Alok Sharma:Friends, in each of our countries, we are seeing the
Alok Sharma:devastating impact of a changing climate, and we can only address
Alok Sharma:that together through this international system. The
Alok Sharma:rapidly changing climate is sounding an alarm to the world
Alok Sharma:to step up on adaptation, to address loss and damage and to
Alok Sharma:act now to keep 1.5 alive. I believe that this international
Alok Sharma:system can deliver. It must deliver. I believe that we can
Alok Sharma:resolve the outstanding issues. We can move the negotiations
Alok Sharma:forward, and we can launch a decade of ever increasing
Alok Sharma:ambition and action, and that work, my friends, starts today.

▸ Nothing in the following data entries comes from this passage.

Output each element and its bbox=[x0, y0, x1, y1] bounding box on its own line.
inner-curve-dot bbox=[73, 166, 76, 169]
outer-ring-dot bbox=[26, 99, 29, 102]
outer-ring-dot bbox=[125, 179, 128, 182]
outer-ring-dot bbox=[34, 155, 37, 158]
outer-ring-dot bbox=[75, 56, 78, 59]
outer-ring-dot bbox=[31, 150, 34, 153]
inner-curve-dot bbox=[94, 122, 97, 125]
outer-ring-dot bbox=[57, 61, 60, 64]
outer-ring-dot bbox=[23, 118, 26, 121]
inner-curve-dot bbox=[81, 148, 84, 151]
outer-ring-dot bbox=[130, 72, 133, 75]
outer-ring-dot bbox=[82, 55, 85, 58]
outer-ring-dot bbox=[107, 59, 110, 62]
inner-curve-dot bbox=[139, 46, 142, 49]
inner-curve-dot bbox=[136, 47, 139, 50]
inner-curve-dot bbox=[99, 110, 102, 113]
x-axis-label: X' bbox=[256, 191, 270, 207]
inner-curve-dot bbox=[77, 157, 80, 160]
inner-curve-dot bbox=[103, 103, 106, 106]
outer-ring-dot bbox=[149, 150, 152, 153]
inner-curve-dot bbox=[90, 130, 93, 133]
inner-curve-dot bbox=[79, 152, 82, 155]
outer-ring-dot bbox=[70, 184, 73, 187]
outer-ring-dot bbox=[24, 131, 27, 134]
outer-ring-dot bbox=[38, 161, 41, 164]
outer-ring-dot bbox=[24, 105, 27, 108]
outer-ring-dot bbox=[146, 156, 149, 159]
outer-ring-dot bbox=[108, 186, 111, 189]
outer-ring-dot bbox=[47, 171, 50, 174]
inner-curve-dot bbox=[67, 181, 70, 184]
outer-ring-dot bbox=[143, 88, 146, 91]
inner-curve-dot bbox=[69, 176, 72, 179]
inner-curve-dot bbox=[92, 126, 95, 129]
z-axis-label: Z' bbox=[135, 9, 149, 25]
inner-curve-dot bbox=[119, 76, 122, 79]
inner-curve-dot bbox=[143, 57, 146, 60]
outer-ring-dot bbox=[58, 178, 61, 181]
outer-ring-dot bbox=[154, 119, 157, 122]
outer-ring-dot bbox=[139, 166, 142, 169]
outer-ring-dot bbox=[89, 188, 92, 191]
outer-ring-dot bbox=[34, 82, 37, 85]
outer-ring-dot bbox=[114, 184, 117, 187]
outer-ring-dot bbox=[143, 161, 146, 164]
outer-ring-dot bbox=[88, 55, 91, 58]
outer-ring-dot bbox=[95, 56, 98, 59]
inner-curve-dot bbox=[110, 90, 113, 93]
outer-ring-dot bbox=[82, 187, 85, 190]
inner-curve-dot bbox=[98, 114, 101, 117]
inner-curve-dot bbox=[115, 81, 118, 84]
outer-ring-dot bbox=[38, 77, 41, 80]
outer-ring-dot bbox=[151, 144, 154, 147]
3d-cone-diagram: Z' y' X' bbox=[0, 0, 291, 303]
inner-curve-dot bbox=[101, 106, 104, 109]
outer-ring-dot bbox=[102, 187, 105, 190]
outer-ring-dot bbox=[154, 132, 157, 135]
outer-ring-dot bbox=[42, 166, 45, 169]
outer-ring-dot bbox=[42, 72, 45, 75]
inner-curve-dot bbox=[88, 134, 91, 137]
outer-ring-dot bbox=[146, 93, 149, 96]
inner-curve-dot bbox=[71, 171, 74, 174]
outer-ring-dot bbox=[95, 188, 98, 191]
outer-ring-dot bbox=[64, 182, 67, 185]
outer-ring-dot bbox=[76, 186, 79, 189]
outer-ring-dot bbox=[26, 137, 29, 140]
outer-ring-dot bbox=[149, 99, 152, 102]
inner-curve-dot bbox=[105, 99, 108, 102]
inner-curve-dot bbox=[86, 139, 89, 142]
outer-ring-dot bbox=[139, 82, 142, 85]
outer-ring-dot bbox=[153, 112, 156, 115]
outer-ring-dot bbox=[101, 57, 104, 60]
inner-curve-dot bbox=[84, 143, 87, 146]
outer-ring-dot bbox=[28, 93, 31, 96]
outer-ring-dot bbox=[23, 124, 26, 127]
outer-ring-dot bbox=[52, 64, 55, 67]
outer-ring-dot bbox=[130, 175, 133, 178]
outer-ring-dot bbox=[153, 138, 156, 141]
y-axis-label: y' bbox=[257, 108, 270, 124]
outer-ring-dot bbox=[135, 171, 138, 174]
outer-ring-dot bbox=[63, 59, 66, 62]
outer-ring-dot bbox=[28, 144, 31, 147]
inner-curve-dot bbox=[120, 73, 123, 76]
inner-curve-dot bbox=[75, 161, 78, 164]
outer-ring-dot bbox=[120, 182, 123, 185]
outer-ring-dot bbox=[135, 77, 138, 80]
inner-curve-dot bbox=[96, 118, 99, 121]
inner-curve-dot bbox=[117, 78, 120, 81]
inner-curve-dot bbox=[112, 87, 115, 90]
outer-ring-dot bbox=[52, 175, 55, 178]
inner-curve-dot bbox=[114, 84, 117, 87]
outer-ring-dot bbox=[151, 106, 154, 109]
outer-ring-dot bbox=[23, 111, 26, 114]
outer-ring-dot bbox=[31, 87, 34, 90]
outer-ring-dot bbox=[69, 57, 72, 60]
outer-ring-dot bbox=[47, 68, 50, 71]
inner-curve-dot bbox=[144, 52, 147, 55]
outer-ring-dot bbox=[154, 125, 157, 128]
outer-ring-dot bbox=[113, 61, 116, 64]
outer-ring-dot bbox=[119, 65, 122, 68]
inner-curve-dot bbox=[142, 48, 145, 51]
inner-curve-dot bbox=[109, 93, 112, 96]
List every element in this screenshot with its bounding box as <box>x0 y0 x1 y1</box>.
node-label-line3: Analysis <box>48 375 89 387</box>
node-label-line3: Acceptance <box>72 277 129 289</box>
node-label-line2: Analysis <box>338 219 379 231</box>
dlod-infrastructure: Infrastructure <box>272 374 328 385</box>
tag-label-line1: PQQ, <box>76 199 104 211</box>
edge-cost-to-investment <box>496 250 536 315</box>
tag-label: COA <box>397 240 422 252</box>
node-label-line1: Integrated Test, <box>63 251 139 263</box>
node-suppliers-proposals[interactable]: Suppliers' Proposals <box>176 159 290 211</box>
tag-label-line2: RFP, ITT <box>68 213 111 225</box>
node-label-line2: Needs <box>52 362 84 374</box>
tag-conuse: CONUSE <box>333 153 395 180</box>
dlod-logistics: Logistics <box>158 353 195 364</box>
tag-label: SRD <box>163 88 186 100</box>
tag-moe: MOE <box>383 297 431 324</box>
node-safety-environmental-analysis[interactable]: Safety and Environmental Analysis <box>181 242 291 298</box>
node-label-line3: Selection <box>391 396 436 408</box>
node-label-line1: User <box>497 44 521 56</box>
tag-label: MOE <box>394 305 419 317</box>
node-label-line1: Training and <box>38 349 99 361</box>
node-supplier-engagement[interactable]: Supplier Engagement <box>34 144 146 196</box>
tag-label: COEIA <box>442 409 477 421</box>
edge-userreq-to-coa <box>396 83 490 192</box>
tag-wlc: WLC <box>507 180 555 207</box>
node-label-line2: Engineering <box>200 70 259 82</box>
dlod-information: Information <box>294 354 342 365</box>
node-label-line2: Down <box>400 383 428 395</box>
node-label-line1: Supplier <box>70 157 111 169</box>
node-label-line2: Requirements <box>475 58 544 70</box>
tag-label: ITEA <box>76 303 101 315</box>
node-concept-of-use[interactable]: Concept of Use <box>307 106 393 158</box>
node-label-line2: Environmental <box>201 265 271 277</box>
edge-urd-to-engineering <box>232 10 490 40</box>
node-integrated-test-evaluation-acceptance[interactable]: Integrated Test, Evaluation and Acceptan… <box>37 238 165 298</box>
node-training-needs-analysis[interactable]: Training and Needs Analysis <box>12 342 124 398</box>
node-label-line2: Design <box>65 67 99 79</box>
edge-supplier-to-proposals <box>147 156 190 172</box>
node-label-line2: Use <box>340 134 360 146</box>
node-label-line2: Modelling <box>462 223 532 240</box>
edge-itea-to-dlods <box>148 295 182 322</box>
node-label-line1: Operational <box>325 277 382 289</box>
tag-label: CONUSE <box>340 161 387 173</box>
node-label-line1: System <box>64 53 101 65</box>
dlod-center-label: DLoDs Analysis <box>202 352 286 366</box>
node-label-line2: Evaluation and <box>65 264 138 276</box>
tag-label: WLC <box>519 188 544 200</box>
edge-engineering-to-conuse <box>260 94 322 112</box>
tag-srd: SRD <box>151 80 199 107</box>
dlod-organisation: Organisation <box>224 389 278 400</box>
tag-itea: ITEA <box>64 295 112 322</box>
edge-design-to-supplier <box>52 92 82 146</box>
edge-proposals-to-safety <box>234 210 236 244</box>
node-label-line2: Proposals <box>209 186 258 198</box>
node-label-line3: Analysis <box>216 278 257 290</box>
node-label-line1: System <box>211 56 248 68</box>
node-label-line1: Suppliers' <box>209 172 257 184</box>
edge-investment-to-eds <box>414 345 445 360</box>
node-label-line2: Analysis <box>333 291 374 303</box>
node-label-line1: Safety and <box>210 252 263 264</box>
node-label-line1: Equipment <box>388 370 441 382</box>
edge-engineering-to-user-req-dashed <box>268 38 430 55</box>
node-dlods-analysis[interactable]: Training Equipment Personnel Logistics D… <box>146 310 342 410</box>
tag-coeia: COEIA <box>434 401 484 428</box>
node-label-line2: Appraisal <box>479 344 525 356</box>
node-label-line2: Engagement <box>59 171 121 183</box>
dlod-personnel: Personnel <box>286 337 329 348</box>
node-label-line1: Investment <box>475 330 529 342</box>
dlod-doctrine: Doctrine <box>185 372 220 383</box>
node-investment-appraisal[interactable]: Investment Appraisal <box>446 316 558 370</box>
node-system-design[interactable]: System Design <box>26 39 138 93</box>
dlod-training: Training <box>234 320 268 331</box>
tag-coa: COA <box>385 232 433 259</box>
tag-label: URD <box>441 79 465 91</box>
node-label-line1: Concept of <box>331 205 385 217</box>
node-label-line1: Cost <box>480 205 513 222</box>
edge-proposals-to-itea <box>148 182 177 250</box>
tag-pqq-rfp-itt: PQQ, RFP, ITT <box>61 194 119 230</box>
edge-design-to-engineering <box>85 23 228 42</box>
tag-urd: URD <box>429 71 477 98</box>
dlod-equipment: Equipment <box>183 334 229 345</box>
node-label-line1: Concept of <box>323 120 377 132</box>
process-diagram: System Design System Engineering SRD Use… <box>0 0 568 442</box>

Alok Sharma:And we will succeed or fail as one.
Amy Martin:In many ways, the UN climate talks are an audaciously
Amy Martin:optimistic endeavor. We're trying to do something
Amy Martin:remarkable, work together as a species at a scale we've never
Amy Martin:done before. That's what the climate crisis requires of us, a
Amy Martin:new level of species-wide thinking, planning and action.
Amy Martin:The question is, can we do it? We're going to continue our
Amy Martin:coverage of COP26 in our next episode. Stay tuned.
Emily Moore:I'm Emily from Boulder, Colorado. Reporting for
Emily Moore:this season of Threshold was funded by the Park Foundation,
Emily Moore:the High Stakes Foundation, the Pleiades foundation, NewsMatch,
Emily Moore:the Llewellyn foundation and listeners. This work depends on
Emily Moore:people who believe in it and choose to support it. People
Emily Moore:like you. Join our community at thresholdpodcast.org.
Amy Martin:This episode of Threshold was produced and
Amy Martin:reported by Nick Mott and me, Amy Martin, with help from Erika
Amy Martin:Janik and Sam Moore. The music is by Todd Sickafoose. The rest
Amy Martin:of the Threshold team is Caysi Simpson, Deneen Weiske, Eva
Amy Martin:Kalea and Shola Lawal. Our intern is Emery Veilleux. Thanks
Amy Martin:to Sally Deng, Maggy Contreras, Hana Carey, Dan Carreno, Luca
Amy Martin:Borghese, Julia Berry, Kara Cromwell, Katie deFusco,
Amy Martin:Caroline Kurtz and Gabby Piamonte. Special thanks to Eva
Amy Martin:Knekta, Vivian Kalea, Emily Moore, Christopher Preston,
Amy Martin:Leslie Scott, Katy Scott, Joseph Harvey and Abe.